Stitch Fix’s quarterly earnings spotlight changes in the subscription economy
The personalized clothing box company’s results may signal how such firms are faring in the current economic climate.

One of the mainstays of the subscription economy shared mixed quarterly results Tuesday after the markets closed, with better than expected revenue but worse than expected earnings. Stitch Fix offers personalized clothing boxes and rode the pandemic wave of retail therapy to a high in 2021.
Since then, however, inflation and subscription fatigue have been unraveling that success story, and sales have slumped. The company changed CEOs this year and conducted several rounds of layoffs.
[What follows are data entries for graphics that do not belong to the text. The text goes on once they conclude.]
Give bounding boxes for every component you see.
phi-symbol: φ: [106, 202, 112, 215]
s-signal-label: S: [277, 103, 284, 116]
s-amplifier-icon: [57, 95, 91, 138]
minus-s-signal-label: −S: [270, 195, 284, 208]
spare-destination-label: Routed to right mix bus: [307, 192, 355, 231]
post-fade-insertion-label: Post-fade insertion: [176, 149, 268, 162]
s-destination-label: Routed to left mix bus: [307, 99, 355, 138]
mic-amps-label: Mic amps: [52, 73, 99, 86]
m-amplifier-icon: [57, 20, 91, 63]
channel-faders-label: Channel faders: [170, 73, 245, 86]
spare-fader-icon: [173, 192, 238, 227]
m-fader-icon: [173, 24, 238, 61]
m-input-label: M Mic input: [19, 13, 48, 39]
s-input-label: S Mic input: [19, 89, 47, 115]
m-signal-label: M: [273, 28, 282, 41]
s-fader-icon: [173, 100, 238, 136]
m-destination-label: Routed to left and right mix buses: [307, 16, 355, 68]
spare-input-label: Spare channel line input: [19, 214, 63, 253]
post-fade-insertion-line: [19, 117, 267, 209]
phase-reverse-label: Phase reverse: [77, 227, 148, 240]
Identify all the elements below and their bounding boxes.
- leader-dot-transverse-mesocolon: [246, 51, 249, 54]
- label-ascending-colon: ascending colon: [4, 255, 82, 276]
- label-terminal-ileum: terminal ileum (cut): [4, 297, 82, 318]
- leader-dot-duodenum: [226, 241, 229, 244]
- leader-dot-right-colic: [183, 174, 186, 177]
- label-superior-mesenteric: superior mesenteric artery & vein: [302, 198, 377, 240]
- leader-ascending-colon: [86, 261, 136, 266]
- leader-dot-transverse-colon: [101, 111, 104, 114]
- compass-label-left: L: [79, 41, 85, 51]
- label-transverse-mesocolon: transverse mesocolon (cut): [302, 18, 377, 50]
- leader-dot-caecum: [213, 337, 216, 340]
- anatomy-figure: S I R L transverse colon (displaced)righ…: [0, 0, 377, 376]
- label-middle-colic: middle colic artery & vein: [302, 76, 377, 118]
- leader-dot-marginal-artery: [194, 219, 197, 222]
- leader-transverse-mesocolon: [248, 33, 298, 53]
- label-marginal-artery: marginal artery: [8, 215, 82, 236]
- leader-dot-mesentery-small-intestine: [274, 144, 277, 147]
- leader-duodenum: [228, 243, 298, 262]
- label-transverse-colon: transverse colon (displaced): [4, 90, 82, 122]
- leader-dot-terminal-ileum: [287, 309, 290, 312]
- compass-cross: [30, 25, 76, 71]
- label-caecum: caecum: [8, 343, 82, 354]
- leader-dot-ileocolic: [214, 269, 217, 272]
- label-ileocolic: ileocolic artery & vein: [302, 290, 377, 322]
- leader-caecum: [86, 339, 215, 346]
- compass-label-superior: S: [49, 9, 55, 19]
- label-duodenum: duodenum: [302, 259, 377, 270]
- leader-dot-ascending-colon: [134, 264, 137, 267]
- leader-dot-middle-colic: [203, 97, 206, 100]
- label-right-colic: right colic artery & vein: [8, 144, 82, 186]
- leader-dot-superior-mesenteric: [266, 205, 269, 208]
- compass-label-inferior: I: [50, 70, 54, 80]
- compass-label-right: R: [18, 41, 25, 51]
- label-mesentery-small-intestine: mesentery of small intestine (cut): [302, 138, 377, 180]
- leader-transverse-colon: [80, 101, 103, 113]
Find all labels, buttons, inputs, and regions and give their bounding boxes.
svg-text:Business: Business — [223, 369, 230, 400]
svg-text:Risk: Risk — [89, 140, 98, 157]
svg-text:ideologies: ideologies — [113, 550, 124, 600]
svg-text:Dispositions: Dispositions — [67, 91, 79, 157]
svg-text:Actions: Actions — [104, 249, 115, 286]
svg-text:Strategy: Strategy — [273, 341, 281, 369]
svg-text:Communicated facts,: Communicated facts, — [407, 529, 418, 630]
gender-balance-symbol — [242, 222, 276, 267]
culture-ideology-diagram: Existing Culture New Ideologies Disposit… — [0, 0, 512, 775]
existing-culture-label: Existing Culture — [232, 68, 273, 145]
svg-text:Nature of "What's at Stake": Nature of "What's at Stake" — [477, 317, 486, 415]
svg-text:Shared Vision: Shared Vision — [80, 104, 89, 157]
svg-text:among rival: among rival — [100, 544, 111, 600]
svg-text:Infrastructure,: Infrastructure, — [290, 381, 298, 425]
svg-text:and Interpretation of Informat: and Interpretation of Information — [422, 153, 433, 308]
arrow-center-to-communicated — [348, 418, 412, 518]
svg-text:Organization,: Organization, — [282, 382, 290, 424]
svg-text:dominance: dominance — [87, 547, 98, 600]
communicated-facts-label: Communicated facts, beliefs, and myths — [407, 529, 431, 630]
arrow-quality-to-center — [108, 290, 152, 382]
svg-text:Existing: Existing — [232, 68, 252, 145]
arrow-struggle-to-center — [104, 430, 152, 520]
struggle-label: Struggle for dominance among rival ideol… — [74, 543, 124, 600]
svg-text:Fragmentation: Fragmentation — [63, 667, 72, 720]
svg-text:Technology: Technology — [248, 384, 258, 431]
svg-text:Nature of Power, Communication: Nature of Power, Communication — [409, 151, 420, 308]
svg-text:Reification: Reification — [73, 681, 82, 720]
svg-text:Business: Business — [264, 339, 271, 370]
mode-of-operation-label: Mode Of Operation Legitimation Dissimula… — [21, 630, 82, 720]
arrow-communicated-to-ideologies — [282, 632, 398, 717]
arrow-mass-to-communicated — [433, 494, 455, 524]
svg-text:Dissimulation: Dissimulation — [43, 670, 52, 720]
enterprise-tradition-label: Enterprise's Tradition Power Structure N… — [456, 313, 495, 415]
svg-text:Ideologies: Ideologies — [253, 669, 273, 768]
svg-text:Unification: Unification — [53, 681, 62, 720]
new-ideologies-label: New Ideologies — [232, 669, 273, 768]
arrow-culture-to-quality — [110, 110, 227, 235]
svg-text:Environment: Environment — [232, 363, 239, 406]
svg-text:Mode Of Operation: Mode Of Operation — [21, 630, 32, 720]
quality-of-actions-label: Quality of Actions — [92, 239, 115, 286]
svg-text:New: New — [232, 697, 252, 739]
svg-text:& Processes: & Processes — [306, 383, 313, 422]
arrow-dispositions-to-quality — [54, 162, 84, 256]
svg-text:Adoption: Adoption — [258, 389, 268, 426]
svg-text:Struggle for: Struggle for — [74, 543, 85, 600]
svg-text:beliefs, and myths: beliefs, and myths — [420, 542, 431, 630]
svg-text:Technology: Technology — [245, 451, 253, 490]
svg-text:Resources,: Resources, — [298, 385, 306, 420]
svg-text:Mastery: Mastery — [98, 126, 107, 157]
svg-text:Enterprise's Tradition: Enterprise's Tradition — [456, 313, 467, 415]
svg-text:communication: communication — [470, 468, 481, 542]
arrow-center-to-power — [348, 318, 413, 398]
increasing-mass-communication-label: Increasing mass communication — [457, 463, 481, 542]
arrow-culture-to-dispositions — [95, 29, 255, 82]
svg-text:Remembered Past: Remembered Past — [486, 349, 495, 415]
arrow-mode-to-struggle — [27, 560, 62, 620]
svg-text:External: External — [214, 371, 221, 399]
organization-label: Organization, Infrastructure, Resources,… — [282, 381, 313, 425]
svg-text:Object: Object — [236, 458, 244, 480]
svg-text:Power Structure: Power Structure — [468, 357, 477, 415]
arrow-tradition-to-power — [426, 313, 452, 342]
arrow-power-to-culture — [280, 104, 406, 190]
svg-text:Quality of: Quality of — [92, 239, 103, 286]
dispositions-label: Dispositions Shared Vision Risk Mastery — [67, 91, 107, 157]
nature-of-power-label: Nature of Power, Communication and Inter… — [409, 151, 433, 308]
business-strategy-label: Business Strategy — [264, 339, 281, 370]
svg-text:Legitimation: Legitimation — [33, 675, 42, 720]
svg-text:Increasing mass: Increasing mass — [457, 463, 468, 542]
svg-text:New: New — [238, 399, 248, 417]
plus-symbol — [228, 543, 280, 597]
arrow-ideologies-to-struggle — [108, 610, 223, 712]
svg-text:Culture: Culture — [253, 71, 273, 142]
And in recent months, it has pinned its strategy on the buzzwords of the moment: artificial intelligence.
When subscription boxes like Stitch Fix hit the scene about a dozen years ago, they offered curation of the vast new universe of e-commerce, said Bryan Eshelman at consulting firm AlixPartners.
“It really goes back to the the beginnings of retail when a shopkeeper would know their customers, would know what they wanted, what they liked,” he said.
Now, that knowledgeable shopkeeper is AI trained on personal data. “To really get at personalization opportunities that human beings, even if they had that one-to-one relationship, wouldn’t be able to understand,” Eshelman said.
Stitch Fix was built on algorithmic recommendations. Now, it’s using advances in AI to make predictions more precise, but that’s not so unique any more, per Sucharita Kodali, a retail analyst at Forrester.
“Now, there are chatbots that can answer, you know, whether it’s on the Nordstrom side or Macy’s or wherever, you know, ‘I’m going to a party tonight, you know, what should I wear?'” she said.